I'm embarrassed to admit that I don't remember what the first lecture I attended was about, but I was fortunate to be attending on a clear night, and I vividly remember the stargazing that followed. There was, as always, a big crowd, which meant that you were fortunate to get more than a few seconds on any of the few telescopes that were set up. Which was a shame, because Saturn was up, and I honestly think I could look at Saturn for hours. I felt an almost electric jolt seeing it for the first time--I'd seen thousands of pictures of it before, but I just couldn't believe that I could look through a telescope and just see it hanging there looking like that. Phil Plait, a science and astronomy blogger at Slate.com, wrote a great article not too long ago called "Opening the Sky to Everyone." I am, astonishingly, not a prostitute from the Bronx (the subjects of the article are), but what he had to say--about getting people to look up and the effect that having a chance to look at the sky through a telescope can have--resonated with me, and reminded me of that first look I had through a telescope at Saturn.

Five years ago my grandfather, Bill Leith, died.
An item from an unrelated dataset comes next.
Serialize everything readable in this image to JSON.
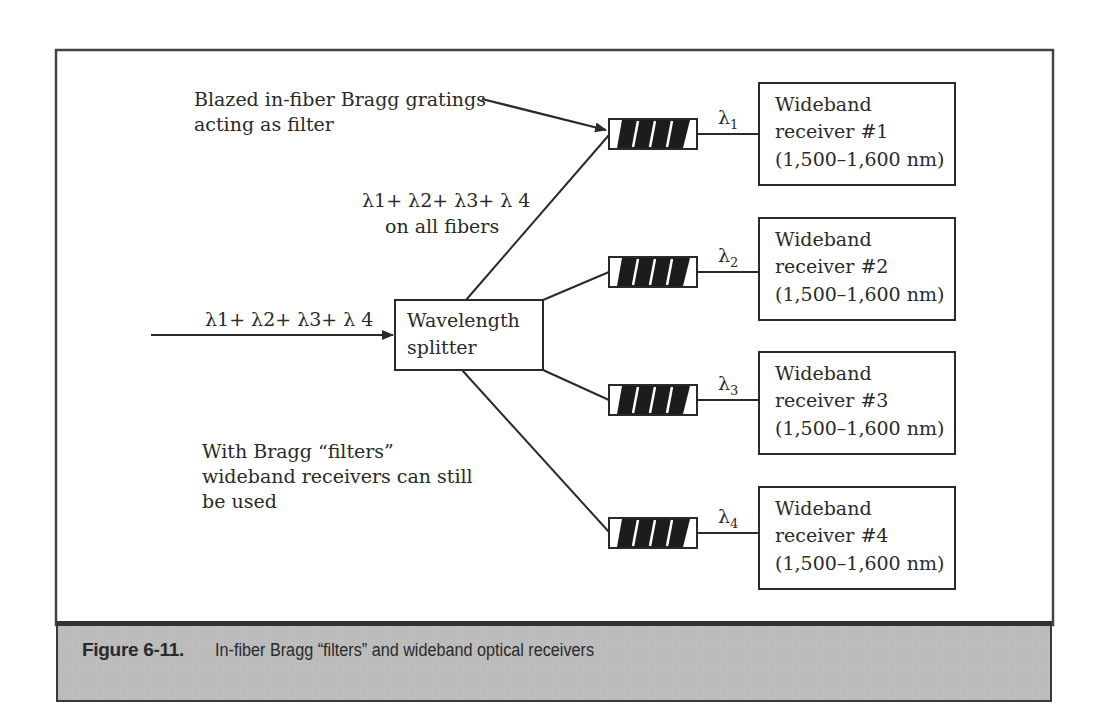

He was, among other things, an avid amateur astronomer, and I had always wanted to spend a night stargazing with him at my grandparents' house in rural Vermont. One of his most prized posessons was a beautiful Questar 3.5" reflector, which was as eager to share with me--the only one of his grandchildren to have inherited his interest--as I was to use it. Unfortunately, we never got the chance to. But after his death, the telescope found its way into my hands, and at 2:30 am on a brutally cold February night in high school I clambered through a skylight onto my parents' roof and pulled the telescope and its tripod after me. I had thus far done little more than flip through the manual and examine the telescope, and what followed was what seemed like an hour of trying to get the tripod set up, the telescope mounted on it, and figure out where all the knobs and levers to focus the telescope, switch back and forth from finder mode, and engage the Barlow lens belonged. Remarkably, with just an old red flashlight to examine the manual by, I figured it out. Even more remarkably, I didn't get frostbite. It was the first of many nights I spent using the telescope, both in the city and wherever I could find a dark sky.

This is definitely a longer introduction than I was planning to write, and probably longer than most folks will have the patience to read, but I think it informs in a very real way why I'm studying Astronomy now that I'm in college. I never had the chance to in high school, at least not in a formal way, and the idea that I could center an academic experience around what has always been very special to me is an exciting one. I'm not great at math, and I'm far worse still at physics. Those things worry me (a lot, considering that I have at least two more pure physics courses to go as an undergrad), but I've begun to see them as tools that I do have the persistence, if not the raw intelligence, to grasp in order to better understand a subject matter that has fascinated me my entire life. My hope for Astronomy 16 is not only that I will be a better and better-informed amateur astronomer--as much as I've emphasized my own observing here, it's really only one side of the coin. More than anything, I think I simply want to gain insight into what's out there, by accumulating raw information itself and even more so by assembling the toolkit to take that information, put it in context, and be able to turn it into real understanding.